Making chips at the time involved manually designing transistors and connecting them with circuits. The process was time-consuming and error-prone.

“A whole bunch of different pieces of design were being done at different abstraction levels, including the basic architecture, the logic design, the circuit design, and the layout design—all by different people,” Conway said in a 2023 IEEE Annals of the History of Computing interview. “And the various people in the different layers passed the design down in kind of a paternalistic top-down system. The people at any one layer may have no clue what the people at the other levels in that system are doing or what they know.”

Conway and Mead decided the best way to address that communication problem was to use CAD tools to automate the process.

The two also introduced the structured-design method of creating chips. It emphasized high-level abstraction and modular design techniques such as logic gates and modules—which made the process more efficient and scalable.

Conway also created a simplified set of rules for chip design that enabled the integrated circuits to be numerically encoded, scaled, and reused as Moore’s Law advanced.

The method was so radical, she says, that it needed help catching on.

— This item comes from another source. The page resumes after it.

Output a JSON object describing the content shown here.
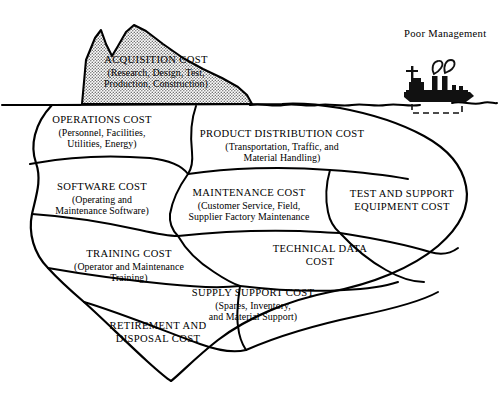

Conway and Mead wrote Introduction to VLSI Systems to take the new concepts straight to the next generation of engineers and programmers. The textbook included the basics of structured designs and how to validate and verify them. Before its publication in 1980, Conway tested how well it explained the method by teaching the first VLSI course in 1978 at MIT.

The textbook was successful, becoming the foundational resource for teaching the technology. By 1983 it was being used by nearly 120 universities.

Conway and Mead’s work resulted in what is known as the Mead and Conway Revolution, enabling faster, smaller, and more powerful devices to be developed.

Throughout the 1980s, Conway and Mead were known as the dynamic duo that created VLSI. They received multiple joint awards including the Electronics magazine 1981 Award for Achievement, the University of Pennsylvania’s 1984 Pender Award, and the Franklin Institute’s 1985 Wetherill Medal.

Conway left Xerox PARC in 1983 to join DARPA as assistant director for strategic computing. She led planning of the strategic computing initiative, an effort to expand the technology base for intelligent-weapons systems.

Two years later she began her academic career at the University of Michigan as a professor of electrical engineering and computer science. She was the university’s associate dean of engineering and taught there until 1998, when she retired.

Becoming an activist

In 1999 Conway decided to come out as a transfeminine engineer, knowing that not only would her previous work be credited to her again, she says, but also that she could be a source of strength and inspiration for others like her.

In the 2000s Conway’s honors began to dry up, while Mead continued to receive awards for VLSI, including a 2002 U.S. National Medal of Technology and Innovation.

After publicly coming out, she spoke openly about her experience and lobbied to be credited for her work.

Some organizations, including IEEE, began to recognize Conway. The IEEE Computer Society awarded her its 2009 Computer Pioneer Award. She received the 2015 IEEE/RSE Maxwell Medal, which honors contributions that had an exceptional impact on the development of electronics and electrical engineering.